Each line in the material below, starting at the one that contains "Locate an element on the screen. The height" and ending at the one that contains "This screenshot has width=540, height=1141.", should be repeated exactly; the pictures should not.

The records:
○ ○ ○ ○
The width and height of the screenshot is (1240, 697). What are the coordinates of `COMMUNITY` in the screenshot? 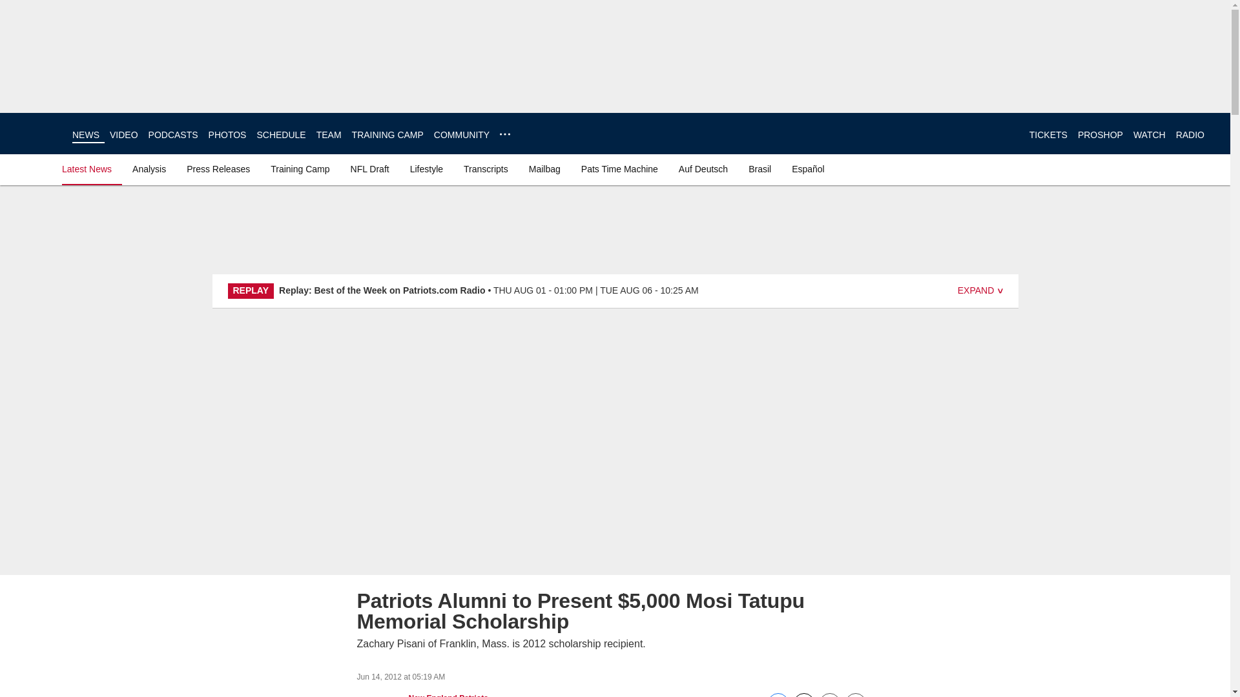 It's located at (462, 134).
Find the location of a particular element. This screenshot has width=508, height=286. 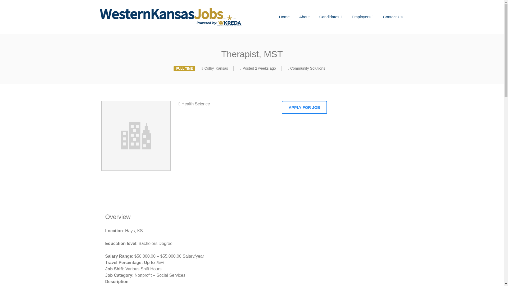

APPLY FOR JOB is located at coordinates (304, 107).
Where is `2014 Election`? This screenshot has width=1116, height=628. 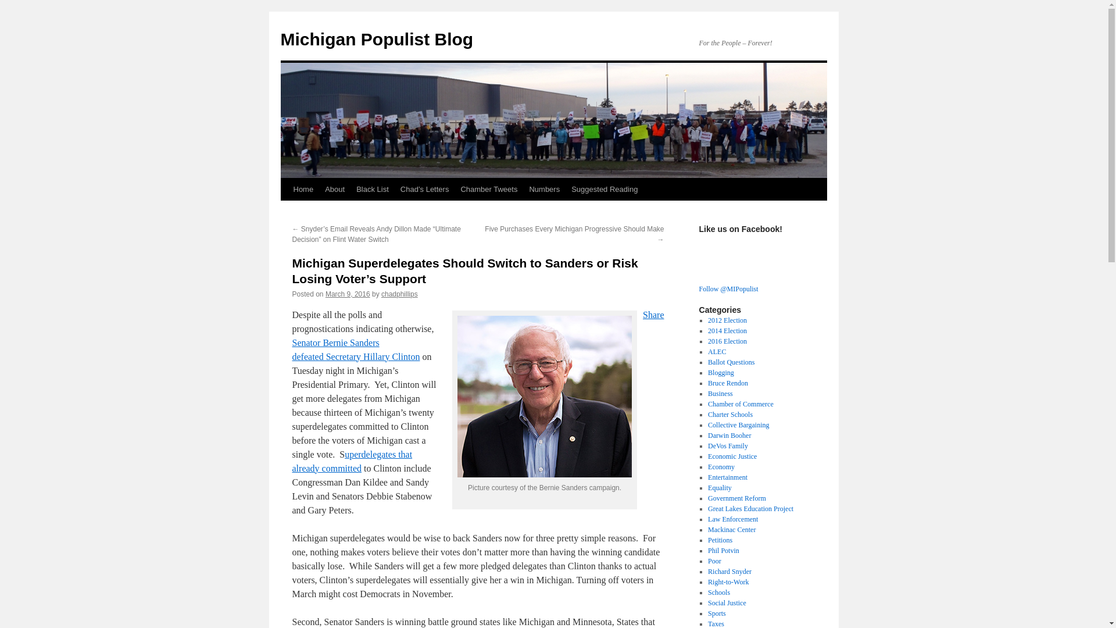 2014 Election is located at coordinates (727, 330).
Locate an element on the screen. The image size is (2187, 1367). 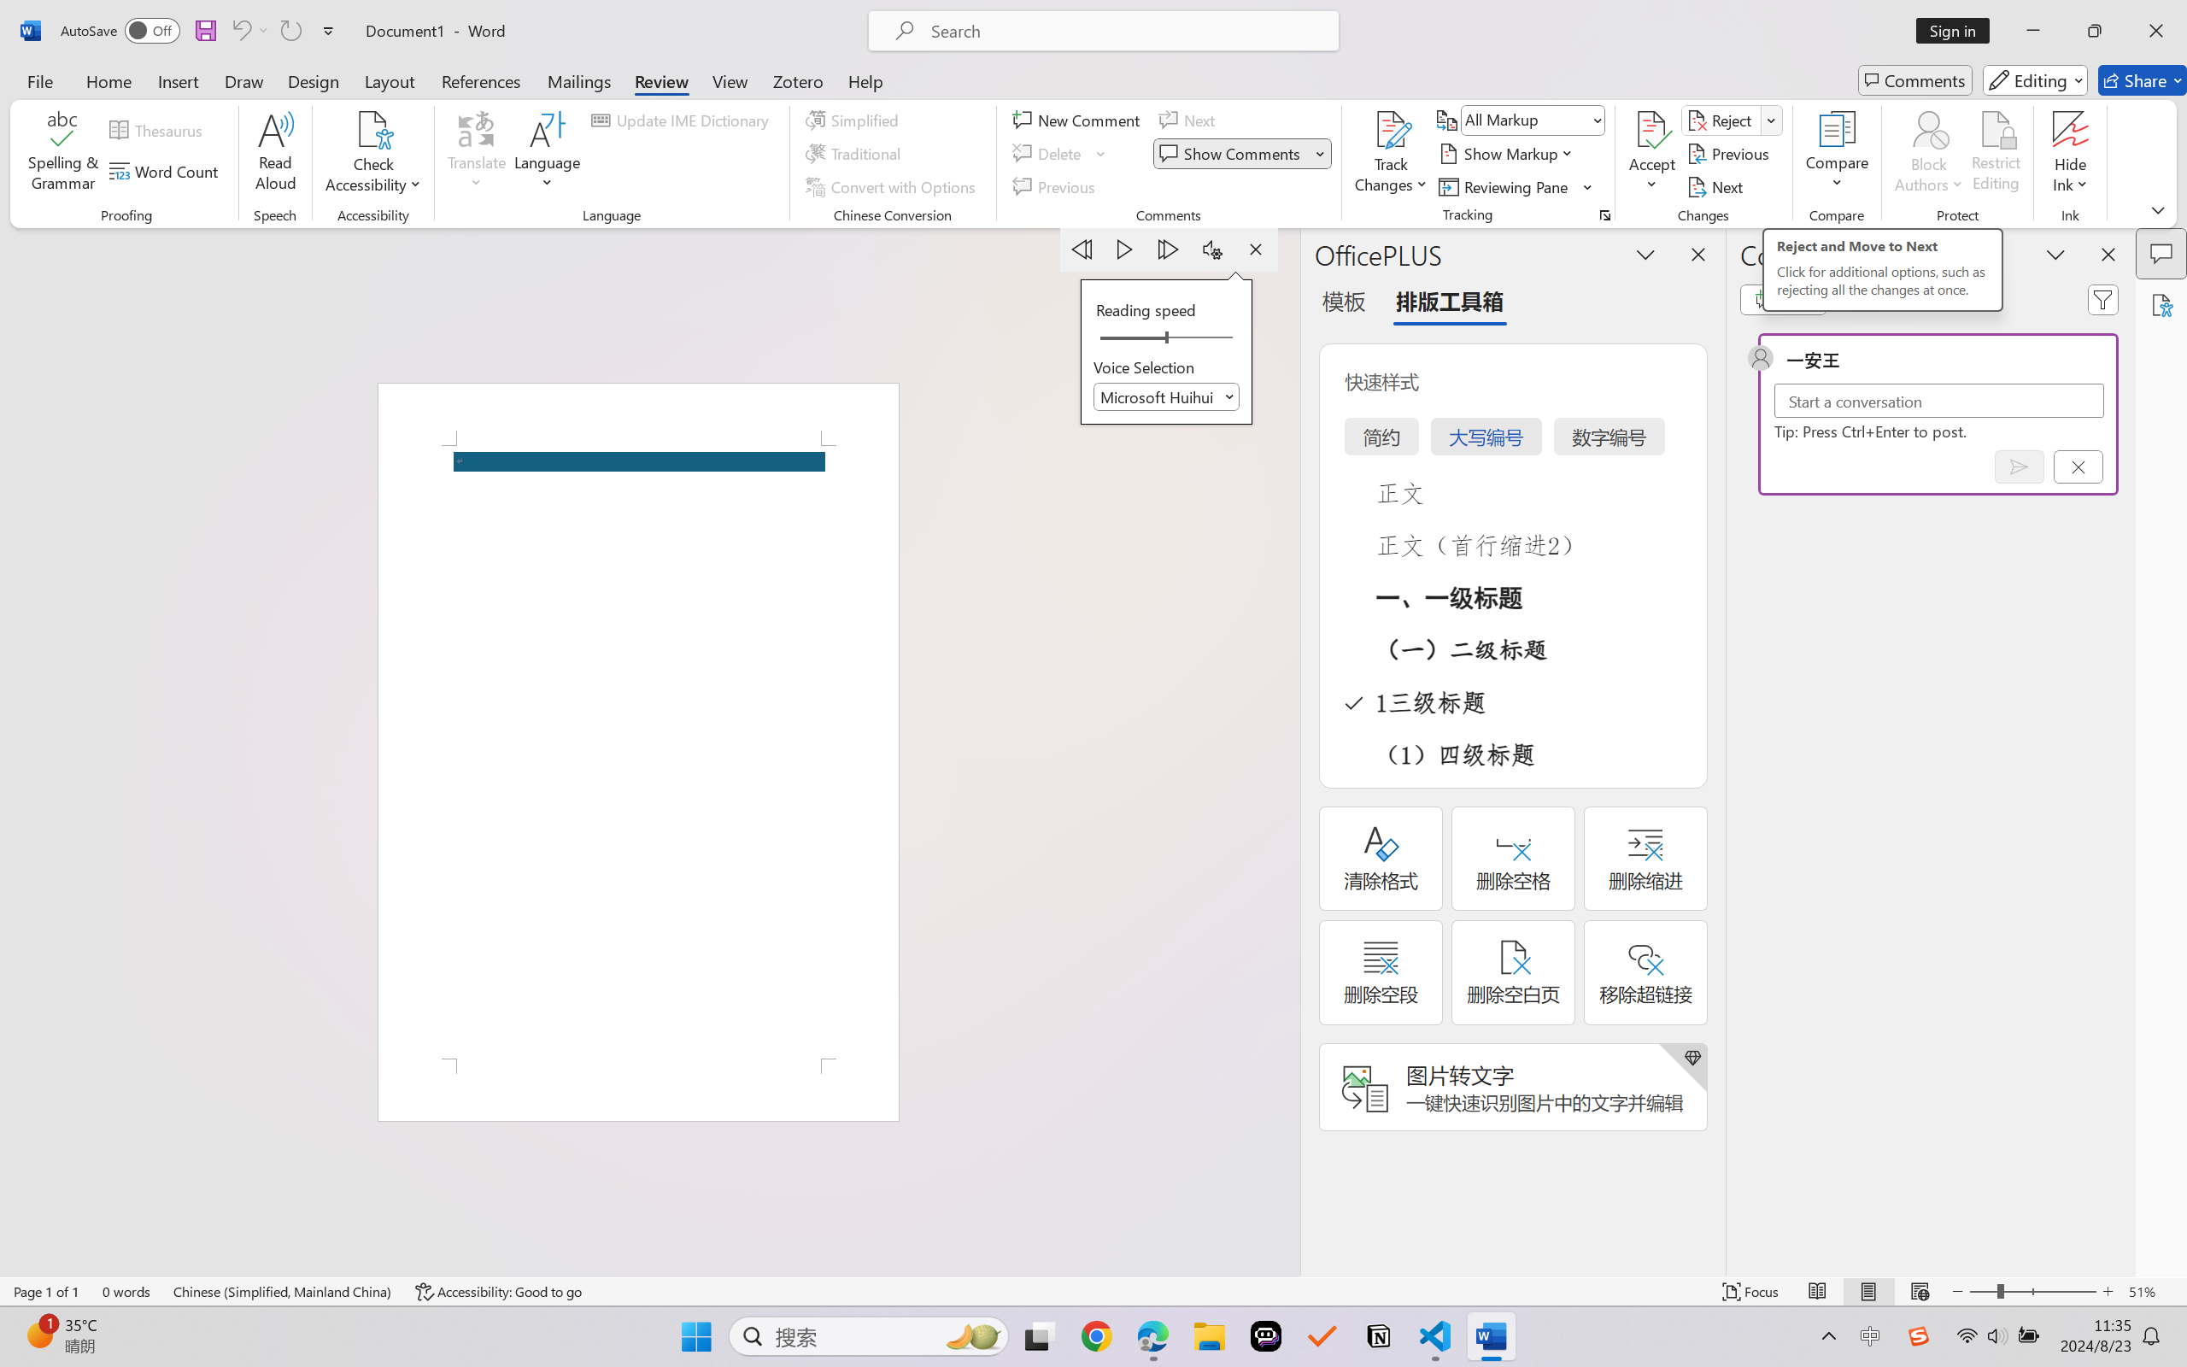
○ ○ ○ ○
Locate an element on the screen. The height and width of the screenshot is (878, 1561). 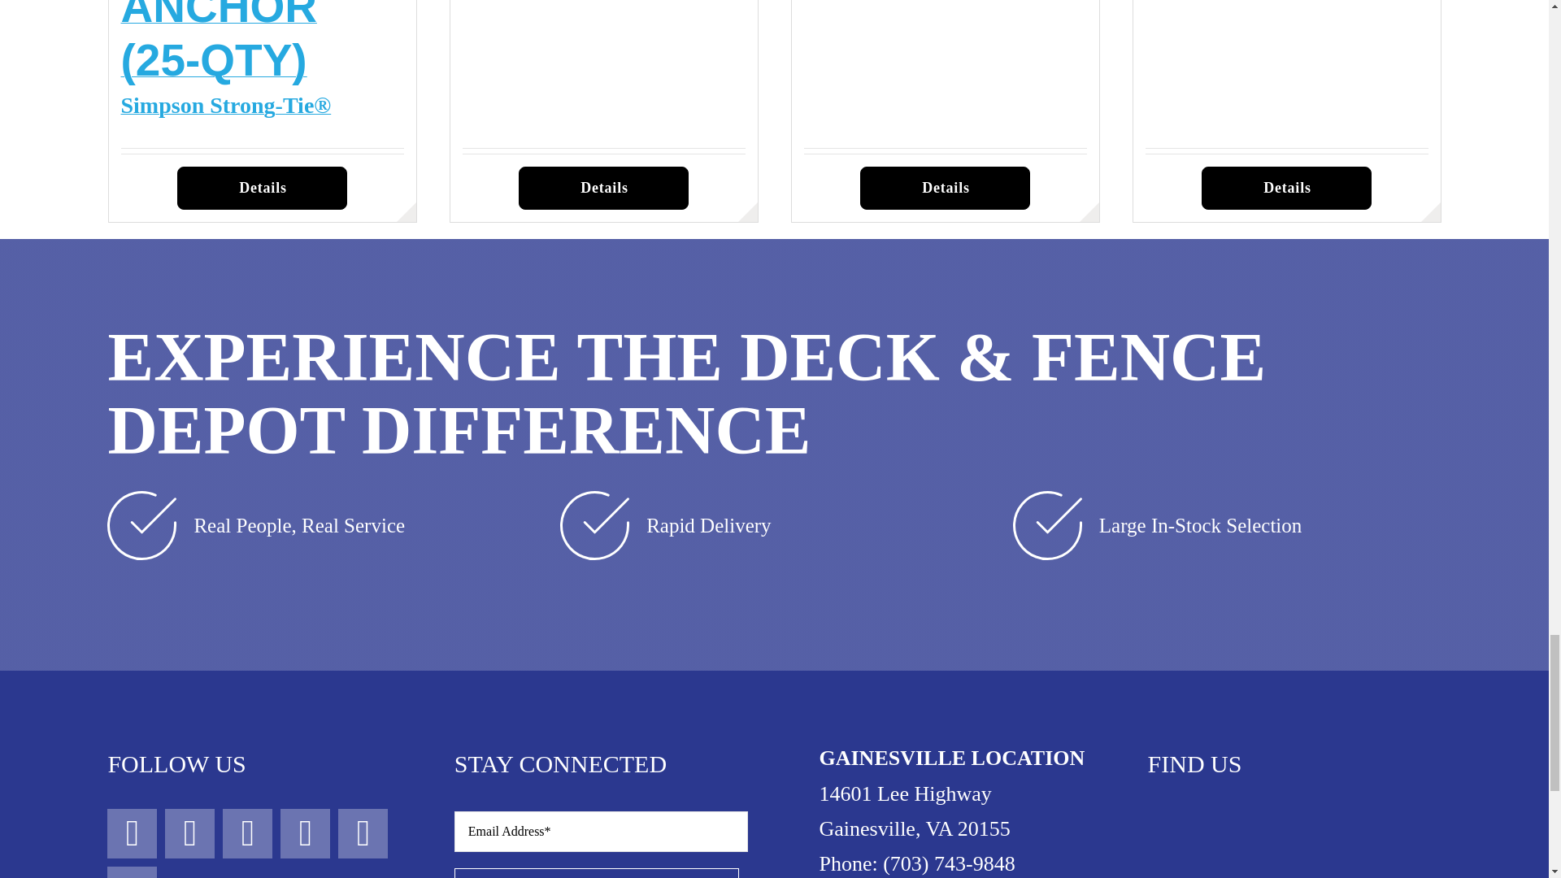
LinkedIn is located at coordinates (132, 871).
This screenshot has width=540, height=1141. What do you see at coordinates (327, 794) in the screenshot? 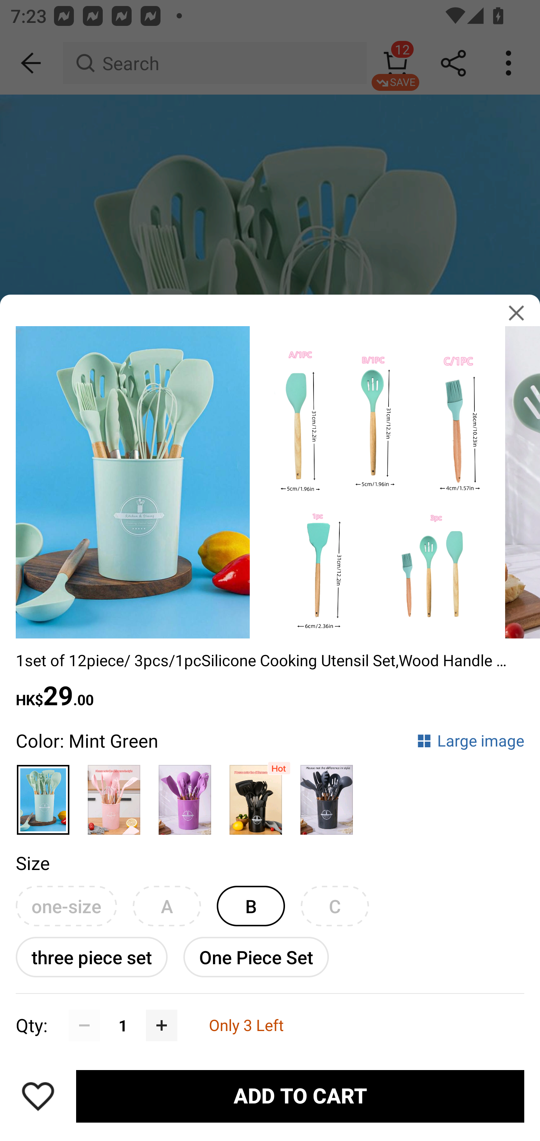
○ ○ ○ ○
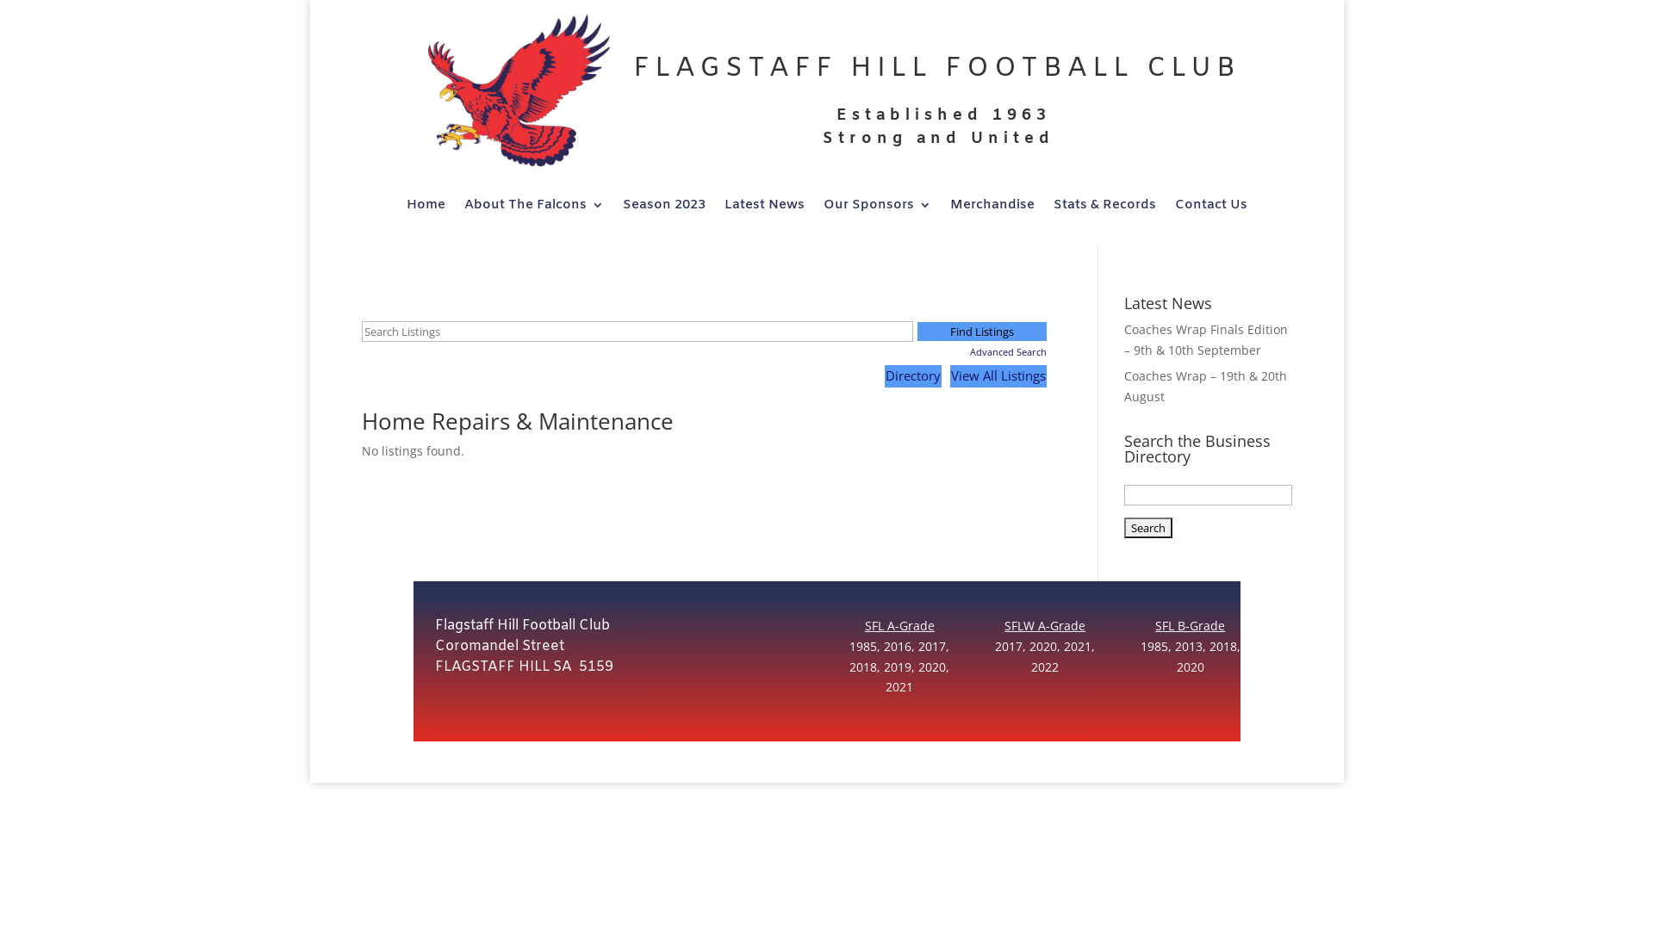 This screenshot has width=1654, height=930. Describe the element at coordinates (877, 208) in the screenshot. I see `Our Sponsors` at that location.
○ ○ ○ ○
Result:
Locate an element on the screen. The height and width of the screenshot is (878, 1561). 
LinkedIn is located at coordinates (132, 871).
This screenshot has width=540, height=1141. What do you see at coordinates (327, 794) in the screenshot? 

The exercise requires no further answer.